:: Exercise materials

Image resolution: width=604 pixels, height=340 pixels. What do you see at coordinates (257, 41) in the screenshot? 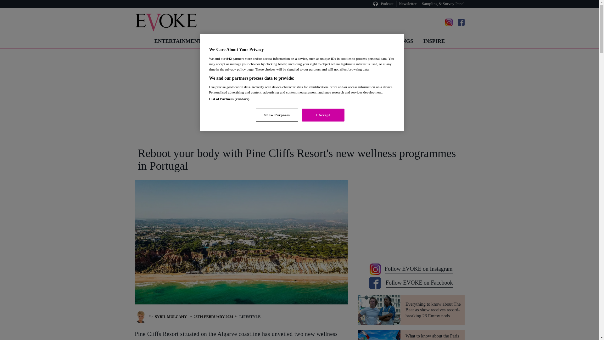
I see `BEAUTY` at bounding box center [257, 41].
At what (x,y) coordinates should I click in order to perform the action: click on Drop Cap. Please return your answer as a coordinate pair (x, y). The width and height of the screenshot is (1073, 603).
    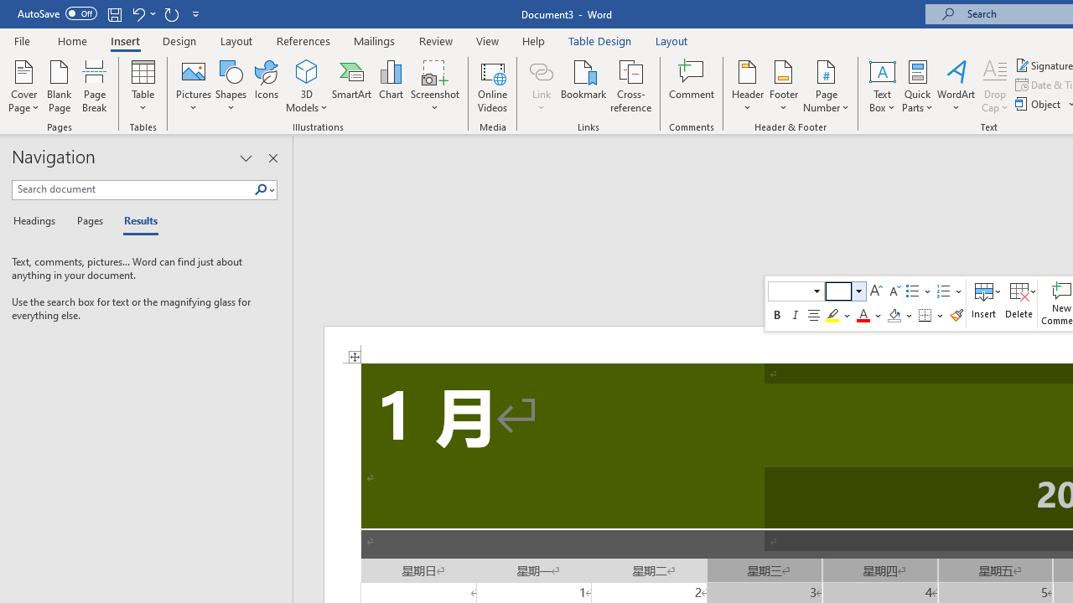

::::
:: Exercise materials

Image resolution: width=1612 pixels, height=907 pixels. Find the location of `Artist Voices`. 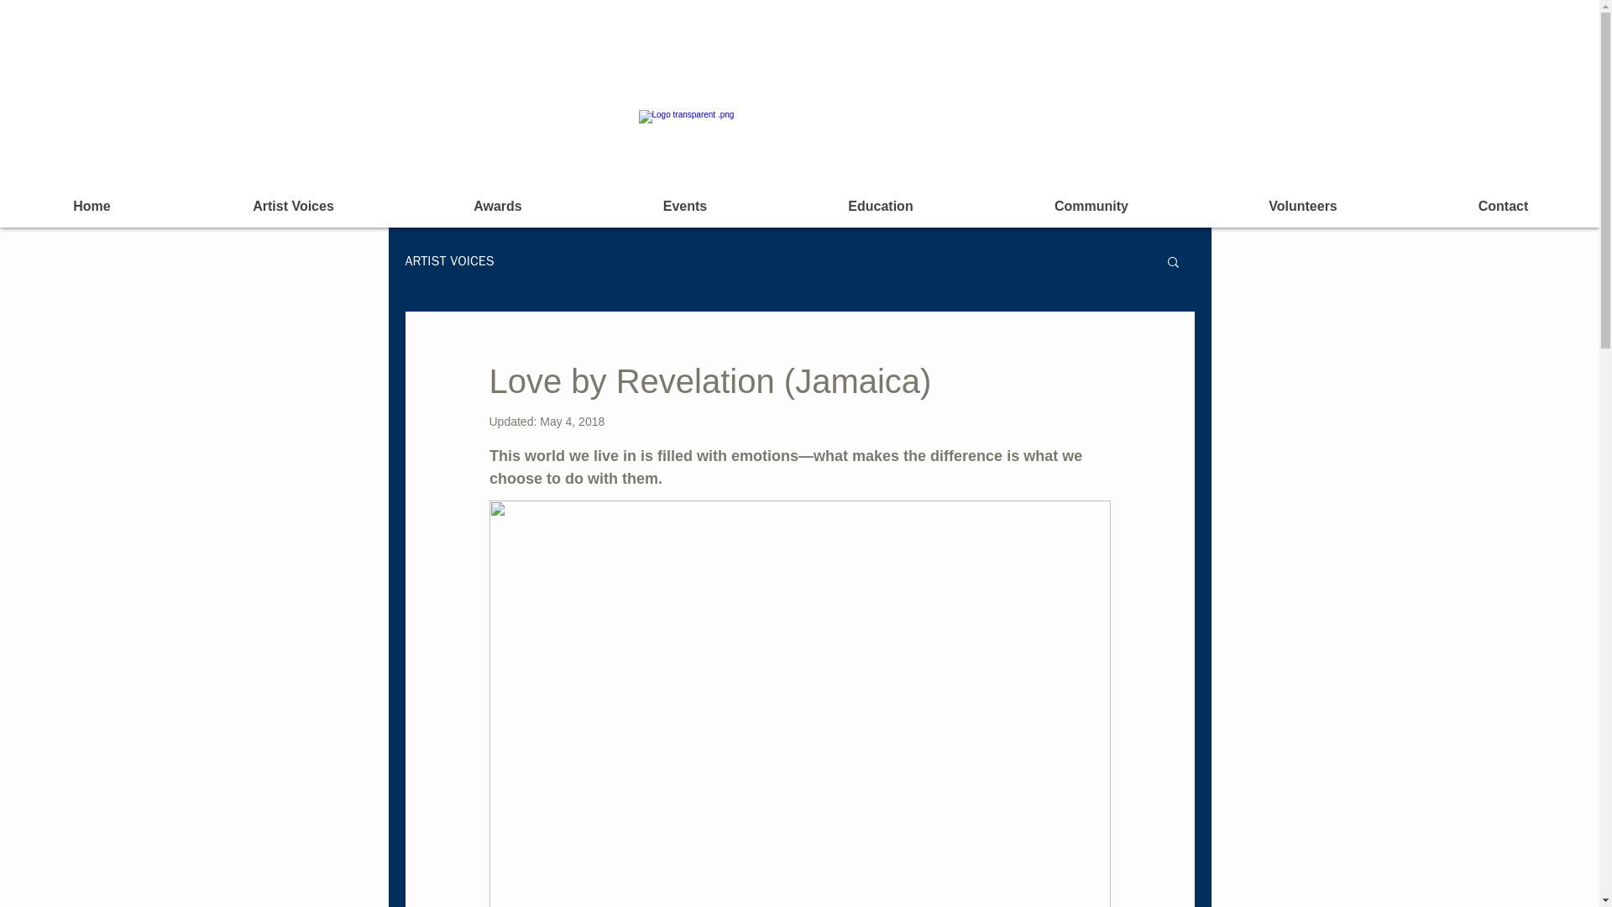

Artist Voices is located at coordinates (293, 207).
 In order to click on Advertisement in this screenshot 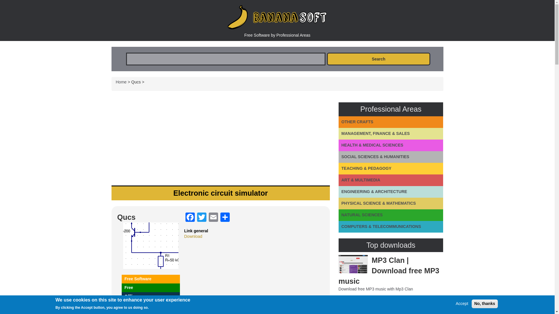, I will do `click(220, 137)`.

::::

Problem statement: Above are some entries. Restate word for word the lines from the one holding "Image resolution: width=604" through the one holding "At what (x,y)", but not the pictures.

Reply to the exercise:
Image resolution: width=604 pixels, height=340 pixels. What do you see at coordinates (257, 41) in the screenshot? 
I see `BEAUTY` at bounding box center [257, 41].
At what (x,y) coordinates should I click in order to perform the action: click on Drop Cap. Please return your answer as a coordinate pair (x, y). The width and height of the screenshot is (1073, 603).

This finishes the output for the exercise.